August: In what turned out to be a very strange academic year indeed, I was pleased that my tutees scored mostly As or Bs with a couple of Cs.
Commentary: With the A-Level results being based on teacher estimates, 3 of the Bs felt they could have got As if they had actually been able to take the exam. The parents of one of them asked me to write a report supporting their daughter’s appeal and I was happy to get involved me in reviewing her appeal documents. (The appeal gave her the A she deserved.)
September: Both Rossett and Shipley College asked me to run an online version of the now-annual Understanding Yourself & Others: an Introduction to Psychology course but neither attracted enough learners to be viable.
Commentary: In discussion with some longstanding learners who had attended my courses for several years, it became clear that it was not only the content of my courses but the manner of my delivery that kept them coming back for more – plus the social interaction I facilitated in the groups. For part-time evening class learners, the entertainment and social aspects of the courses were clearly important – and people doubted online delivery could provide a similar experience.
December: Became an advisory board member for the Potentialisation project.
Commentary: The project is the brainchild of Jon Twigge and it was he who asked me on to the board. I first met Jon at the Regent’s College Summit in 2009. We kept in fairly close contact for a few years and he allowed me to re-publish a few of the posts from his own Blog. We even wrote 2010 – Grim but not hopeless together. As sometimes happens, we drifted apart during the following years. In 2015 he invited me to be part of a new meet-up group he was forming around the theme of ‘potential’ but I was too focused on other things at the time. Clearly the theme grew and broadened in Jon’s head until he left his job to start Potentialisation as a project.

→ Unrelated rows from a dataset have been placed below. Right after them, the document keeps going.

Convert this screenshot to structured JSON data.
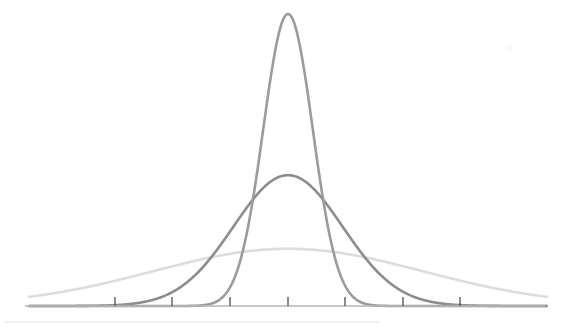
{
  "chart_data": {
    "type": "line",
    "title": "",
    "subtitle": "",
    "xlabel": "",
    "ylabel": "",
    "grid": false,
    "legend": "none",
    "background_color": "#ffffff",
    "axis_color": "#b4b4b4",
    "tick_color": "#4d4d4d",
    "x": [
      -3.5,
      -3.0,
      -2.5,
      -2.0,
      -1.5,
      -1.0,
      -0.5,
      0.0,
      0.5,
      1.0,
      1.5,
      2.0,
      2.5,
      3.0,
      3.5
    ],
    "xlim": [
      -4.5,
      4.5
    ],
    "ylim": [
      0,
      1.0
    ],
    "xticks": [
      -3,
      -2,
      -1,
      0,
      1,
      2,
      3
    ],
    "xticklabels": [
      "",
      "",
      "",
      "",
      "",
      "",
      ""
    ],
    "series": [
      {
        "name": "sigma-small",
        "color": "#9b9b9b",
        "linewidth": 2.6,
        "mean": 0,
        "sigma": 0.43,
        "peak_height": 1.0,
        "values": [
          0.0,
          0.0,
          0.0,
          0.0,
          0.002,
          0.063,
          0.521,
          1.0,
          0.521,
          0.063,
          0.002,
          0.0,
          0.0,
          0.0,
          0.0
        ]
      },
      {
        "name": "sigma-medium",
        "color": "#8c8c8c",
        "linewidth": 2.6,
        "mean": 0,
        "sigma": 0.95,
        "peak_height": 0.448,
        "values": [
          0.001,
          0.005,
          0.022,
          0.075,
          0.128,
          0.255,
          0.392,
          0.448,
          0.392,
          0.255,
          0.128,
          0.075,
          0.022,
          0.005,
          0.001
        ]
      },
      {
        "name": "sigma-large",
        "color": "#dcdcdc",
        "linewidth": 2.6,
        "mean": 0,
        "sigma": 2.35,
        "peak_height": 0.196,
        "values": [
          0.078,
          0.129,
          0.16,
          0.173,
          0.182,
          0.189,
          0.194,
          0.196,
          0.194,
          0.189,
          0.182,
          0.173,
          0.16,
          0.129,
          0.078
        ]
      }
    ]
  },
  "layout": {
    "width": 570,
    "height": 329,
    "baseline_y": 306,
    "center_x": 288,
    "axis_x_start": 25,
    "axis_x_end": 545,
    "tick_positions": [
      115,
      172,
      230,
      288,
      345,
      403,
      460
    ],
    "tick_height": 9,
    "footer_rule": {
      "x_start": 4,
      "x_end": 380,
      "y": 322,
      "color": "#e2e2e2"
    },
    "artifact": {
      "x": 510,
      "y": 48,
      "radius": 3
    }
  }
}
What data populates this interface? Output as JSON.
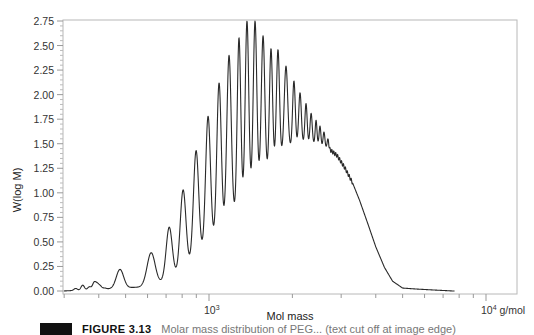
{
  "chart_data": {
    "type": "line",
    "title": "",
    "xlabel": "Mol mass",
    "ylabel": "W(log M)",
    "x_scale": "log",
    "x_unit": "g/mol",
    "xlim": [
      297,
      12900
    ],
    "ylim": [
      0,
      2.75
    ],
    "grid": false,
    "legend": "none",
    "y_ticks": [
      "0.00",
      "0.25",
      "0.50",
      "0.75",
      "1.00",
      "1.25",
      "1.50",
      "1.75",
      "2.00",
      "2.25",
      "2.50",
      "2.75"
    ],
    "x_tick_labels": [
      {
        "value": 1000,
        "label": "10",
        "exp": "3",
        "suffix": ""
      },
      {
        "value": 10000,
        "label": "10",
        "exp": "4",
        "suffix": " g/mol"
      }
    ],
    "series": [
      {
        "name": "Oligomer distribution",
        "description": "Resolved oligomer peaks on a broad envelope, max ~2.75 near 1400-1470 g/mol, tailing to baseline near 6000 g/mol",
        "peaks": [
          {
            "M": 477,
            "h": 0.22
          },
          {
            "M": 618,
            "h": 0.39
          },
          {
            "M": 718,
            "h": 0.65
          },
          {
            "M": 806,
            "h": 1.03
          },
          {
            "M": 898,
            "h": 1.43
          },
          {
            "M": 992,
            "h": 1.78
          },
          {
            "M": 1087,
            "h": 2.12
          },
          {
            "M": 1181,
            "h": 2.4
          },
          {
            "M": 1283,
            "h": 2.58
          },
          {
            "M": 1371,
            "h": 2.75
          },
          {
            "M": 1466,
            "h": 2.75
          },
          {
            "M": 1567,
            "h": 2.6
          },
          {
            "M": 1674,
            "h": 2.47
          },
          {
            "M": 1774,
            "h": 2.46
          },
          {
            "M": 1896,
            "h": 2.29
          },
          {
            "M": 2026,
            "h": 2.14
          },
          {
            "M": 2131,
            "h": 2.02
          },
          {
            "M": 2240,
            "h": 1.91
          },
          {
            "M": 2337,
            "h": 1.81
          },
          {
            "M": 2435,
            "h": 1.74
          },
          {
            "M": 2516,
            "h": 1.68
          },
          {
            "M": 2601,
            "h": 1.62
          },
          {
            "M": 2688,
            "h": 1.55
          }
        ],
        "envelope": [
          {
            "M": 297,
            "h": 0.0
          },
          {
            "M": 420,
            "h": 0.02
          },
          {
            "M": 560,
            "h": 0.04
          },
          {
            "M": 700,
            "h": 0.1
          },
          {
            "M": 800,
            "h": 0.2
          },
          {
            "M": 900,
            "h": 0.32
          },
          {
            "M": 1000,
            "h": 0.45
          },
          {
            "M": 1100,
            "h": 0.58
          },
          {
            "M": 1200,
            "h": 0.72
          },
          {
            "M": 1300,
            "h": 0.86
          },
          {
            "M": 1400,
            "h": 0.98
          },
          {
            "M": 1500,
            "h": 1.08
          },
          {
            "M": 1600,
            "h": 1.18
          },
          {
            "M": 1700,
            "h": 1.28
          },
          {
            "M": 1800,
            "h": 1.36
          },
          {
            "M": 1900,
            "h": 1.42
          },
          {
            "M": 2000,
            "h": 1.47
          },
          {
            "M": 2200,
            "h": 1.5
          },
          {
            "M": 2450,
            "h": 1.5
          },
          {
            "M": 2700,
            "h": 1.45
          },
          {
            "M": 2900,
            "h": 1.38
          },
          {
            "M": 3100,
            "h": 1.25
          },
          {
            "M": 3300,
            "h": 1.1
          },
          {
            "M": 3500,
            "h": 0.92
          },
          {
            "M": 3750,
            "h": 0.68
          },
          {
            "M": 4000,
            "h": 0.45
          },
          {
            "M": 4300,
            "h": 0.24
          },
          {
            "M": 4600,
            "h": 0.1
          },
          {
            "M": 5000,
            "h": 0.03
          },
          {
            "M": 5600,
            "h": 0.02
          },
          {
            "M": 6500,
            "h": 0.01
          },
          {
            "M": 7600,
            "h": 0.0
          }
        ],
        "low_mass_noise": [
          {
            "M": 330,
            "h": 0.02
          },
          {
            "M": 350,
            "h": 0.05
          },
          {
            "M": 370,
            "h": 0.03
          },
          {
            "M": 385,
            "h": 0.07
          },
          {
            "M": 395,
            "h": 0.05
          },
          {
            "M": 405,
            "h": 0.03
          },
          {
            "M": 420,
            "h": 0.01
          }
        ]
      }
    ]
  },
  "caption": {
    "label": "FIGURE 3.13",
    "text": "Molar mass distribution of PEG... (text cut off at image edge)"
  }
}
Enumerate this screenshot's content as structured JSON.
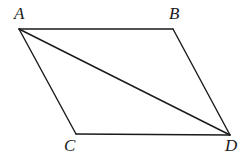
{
  "figure": {
    "kind": "geometry-diagram",
    "shape_name": "parallelogram",
    "background_color": "#ffffff",
    "stroke_color": "#1a1a1a",
    "stroke_width": 1.4,
    "canvas": {
      "width": 249,
      "height": 159
    },
    "vertices": [
      {
        "id": "A",
        "label": "A",
        "x": 19,
        "y": 29,
        "label_x": 14,
        "label_y": 5
      },
      {
        "id": "B",
        "label": "B",
        "x": 173,
        "y": 29,
        "label_x": 169,
        "label_y": 5
      },
      {
        "id": "C",
        "label": "C",
        "x": 76,
        "y": 134,
        "label_x": 64,
        "label_y": 137
      },
      {
        "id": "D",
        "label": "D",
        "x": 230,
        "y": 135,
        "label_x": 225,
        "label_y": 137
      }
    ],
    "edges": [
      {
        "id": "AB",
        "from": "A",
        "to": "B",
        "role": "top-side"
      },
      {
        "id": "BD",
        "from": "B",
        "to": "D",
        "role": "right-side"
      },
      {
        "id": "DC",
        "from": "D",
        "to": "C",
        "role": "bottom-side"
      },
      {
        "id": "CA",
        "from": "C",
        "to": "A",
        "role": "left-side"
      },
      {
        "id": "AD",
        "from": "A",
        "to": "D",
        "role": "diagonal"
      }
    ]
  }
}
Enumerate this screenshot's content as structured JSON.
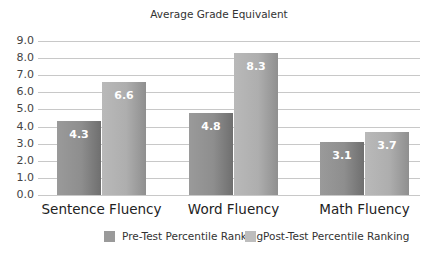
{
  "chart_data": {
    "type": "bar",
    "title": "Average Grade Equivalent",
    "xlabel": "",
    "ylabel": "",
    "ylim": [
      0,
      9
    ],
    "yticks": [
      "0.0",
      "1.0",
      "2.0",
      "3.0",
      "4.0",
      "5.0",
      "6.0",
      "7.0",
      "8.0",
      "9.0"
    ],
    "categories": [
      "Sentence Fluency",
      "Word Fluency",
      "Math Fluency"
    ],
    "series": [
      {
        "name": "Pre-Test Percentile Ranking",
        "values": [
          4.3,
          4.8,
          3.1
        ],
        "labels": [
          "4.3",
          "4.8",
          "3.1"
        ],
        "color": "#959595"
      },
      {
        "name": "Post-Test Percentile Ranking",
        "values": [
          6.6,
          8.3,
          3.7
        ],
        "labels": [
          "6.6",
          "8.3",
          "3.7"
        ],
        "color": "#b5b5b5"
      }
    ],
    "grid": true,
    "legend_position": "bottom"
  }
}
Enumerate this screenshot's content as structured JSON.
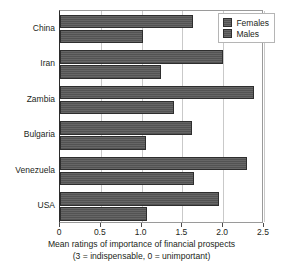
{
  "chart_data": {
    "type": "bar",
    "orientation": "horizontal",
    "title": "",
    "xlabel": "Mean ratings of importance of financial prospects",
    "xlabel_note": "(3 = indispensable, 0 = unimportant)",
    "ylabel": "",
    "categories": [
      "China",
      "Iran",
      "Zambia",
      "Bulgaria",
      "Venezuela",
      "USA"
    ],
    "series": [
      {
        "name": "Females",
        "values": [
          1.63,
          2.0,
          2.38,
          1.62,
          2.29,
          1.95
        ]
      },
      {
        "name": "Males",
        "values": [
          1.02,
          1.24,
          1.4,
          1.05,
          1.64,
          1.07
        ]
      }
    ],
    "xlim": [
      0,
      2.5
    ],
    "xticks": [
      0,
      0.5,
      1.0,
      1.5,
      2.0,
      2.5
    ],
    "xtick_labels": [
      "0",
      "0.5",
      "1.0",
      "1.5",
      "2.0",
      "2.5"
    ],
    "grid": true,
    "grid_axis": "x",
    "legend_position": "top-right",
    "bar_color": "#585858",
    "bar_edge_color": "#2e2e2e",
    "grid_color": "#c9c9c9",
    "axis_color": "#2b2b2b",
    "text_color": "#231f20"
  },
  "legend": {
    "entries": [
      {
        "label": "Females"
      },
      {
        "label": "Males"
      }
    ]
  }
}
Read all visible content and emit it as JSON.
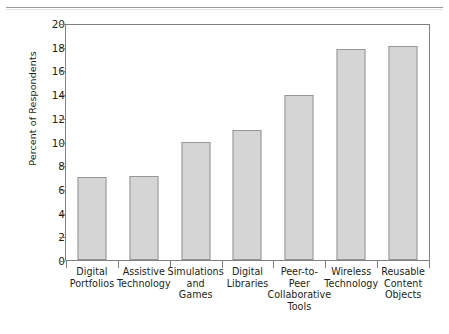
{
  "figure": {
    "top_rule": "horizontal-rule",
    "axis_color": "#808080",
    "bar_fill": "#d5d5d5",
    "bar_border": "#969696"
  },
  "chart_data": {
    "type": "bar",
    "title": "",
    "xlabel": "",
    "ylabel": "Percent of Respondents",
    "categories": [
      "Digital Portfolios",
      "Assistive Technology",
      "Simulations and Games",
      "Digital Libraries",
      "Peer-to-Peer Collaborative Tools",
      "Wireless Technology",
      "Reusable Content Objects"
    ],
    "category_lines": [
      [
        "Digital",
        "Portfolios"
      ],
      [
        "Assistive",
        "Technology"
      ],
      [
        "Simulations",
        "and",
        "Games"
      ],
      [
        "Digital",
        "Libraries"
      ],
      [
        "Peer-to-",
        "Peer",
        "Collaborative",
        "Tools"
      ],
      [
        "Wireless",
        "Technology"
      ],
      [
        "Reusable",
        "Content",
        "Objects"
      ]
    ],
    "values": [
      7.0,
      7.1,
      10.0,
      11.0,
      13.9,
      17.8,
      18.1
    ],
    "ylim": [
      0,
      20
    ],
    "ytick_step": 2,
    "yticks": [
      0,
      2,
      4,
      6,
      8,
      10,
      12,
      14,
      16,
      18,
      20
    ],
    "ytick_labels": [
      "0",
      "2",
      "4",
      "6",
      "8",
      "10",
      "12",
      "14",
      "16",
      "18",
      "20"
    ],
    "grid": false,
    "legend": null
  }
}
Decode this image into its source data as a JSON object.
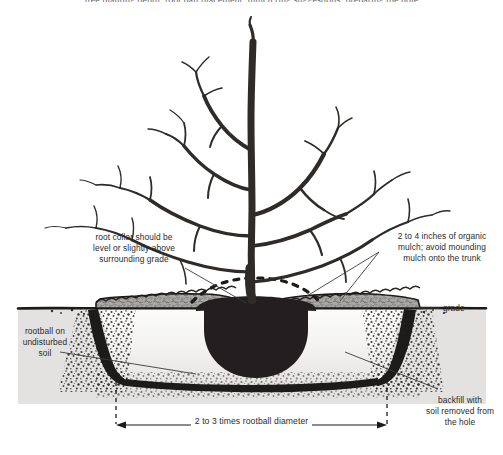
{
  "figure": {
    "cropped_text_top": "tree planting depth; root ball placement; mulch ring suggestions; preparing the hole",
    "colors": {
      "ink": "#231f20",
      "text": "#2b2b2b",
      "mulch_fill": "#a8a8a8",
      "ground_fill": "#e2e1df",
      "backfill_fill": "#f0efed",
      "rootball_fill": "#231f20",
      "background": "#ffffff"
    }
  },
  "labels": {
    "root_collar": "root collar should be\nlevel or slightly above\nsurrounding grade",
    "mulch": "2 to 4 inches of organic\nmulch; avoid mounding\nmulch onto the trunk",
    "rootball": "rootball on\nundisturbed\nsoil",
    "grade": "grade",
    "backfill": "backfill with\nsoil removed from\nthe hole",
    "dimension": "2 to 3 times rootball diameter"
  },
  "elements": {
    "tree": "bare-deciduous-tree",
    "trunk": "tree-trunk",
    "rootball": "rootball-mass",
    "mulch_layer": "organic-mulch-layer",
    "grade_line": "existing-grade-line",
    "planting_hole": "planting-hole",
    "dimension_arrow": "width-dimension-arrow"
  }
}
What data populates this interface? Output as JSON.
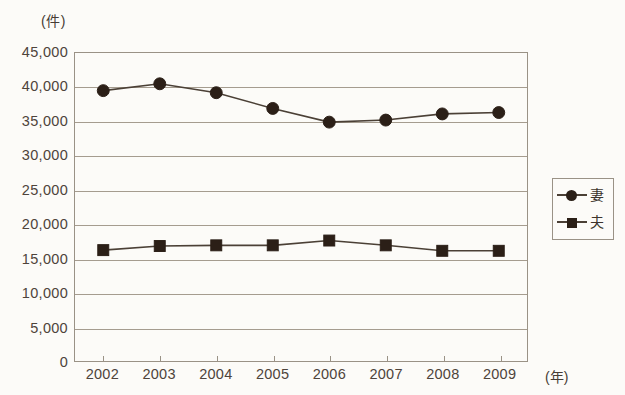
{
  "chart_data": {
    "type": "line",
    "title": "",
    "xlabel": "(年)",
    "ylabel": "(件)",
    "x": [
      "2002",
      "2003",
      "2004",
      "2005",
      "2006",
      "2007",
      "2008",
      "2009"
    ],
    "categories": [
      "2002",
      "2003",
      "2004",
      "2005",
      "2006",
      "2007",
      "2008",
      "2009"
    ],
    "series": [
      {
        "name": "妻",
        "marker": "circle",
        "color": "#2b1f17",
        "values": [
          39500,
          40500,
          39200,
          36900,
          34900,
          35200,
          36100,
          36300
        ]
      },
      {
        "name": "夫",
        "marker": "square",
        "color": "#2b1f17",
        "values": [
          16200,
          16800,
          16900,
          16900,
          17600,
          16900,
          16100,
          16100
        ]
      }
    ],
    "ylim": [
      0,
      45000
    ],
    "ytick_values": [
      45000,
      40000,
      35000,
      30000,
      25000,
      20000,
      15000,
      10000,
      5000,
      0
    ],
    "ytick_labels": [
      "45,000",
      "40,000",
      "35,000",
      "30,000",
      "25,000",
      "20,000",
      "15,000",
      "10,000",
      "5,000",
      "0"
    ],
    "grid": true,
    "grid_axis": "y",
    "legend_position": "right",
    "legend_entries": [
      "妻",
      "夫"
    ],
    "line_color": "#4b4036",
    "grid_color": "#a59c8f",
    "frame_color": "#9a9286",
    "background_color": "#fcfbf8"
  }
}
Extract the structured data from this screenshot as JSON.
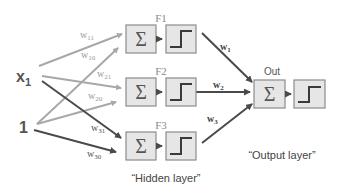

Potentialisation is yet a hard concept to grasp in detail but the aim is to cover all aspects of well-being, learning and growth, with outreach to all aspects of human life, from the macro of being a think tank for political, social and economic policy to the micro of dating. While it might sound rather grand and amorphous, Jon has secured the backing of Sci-Tech Daresbury which has chosen Potentialisation as a 2021 member of Sci-Tech Daresbury’s Future Club. (Sci-Tech Daresbury is a national science & innovation campus – one of the UK government’s enterprise zones.)
One of Jon’s key partners in the project is Christopher ‘Cookie’ Cooke, with whom I ‘d worked on the HemsMESH project 20 years previous.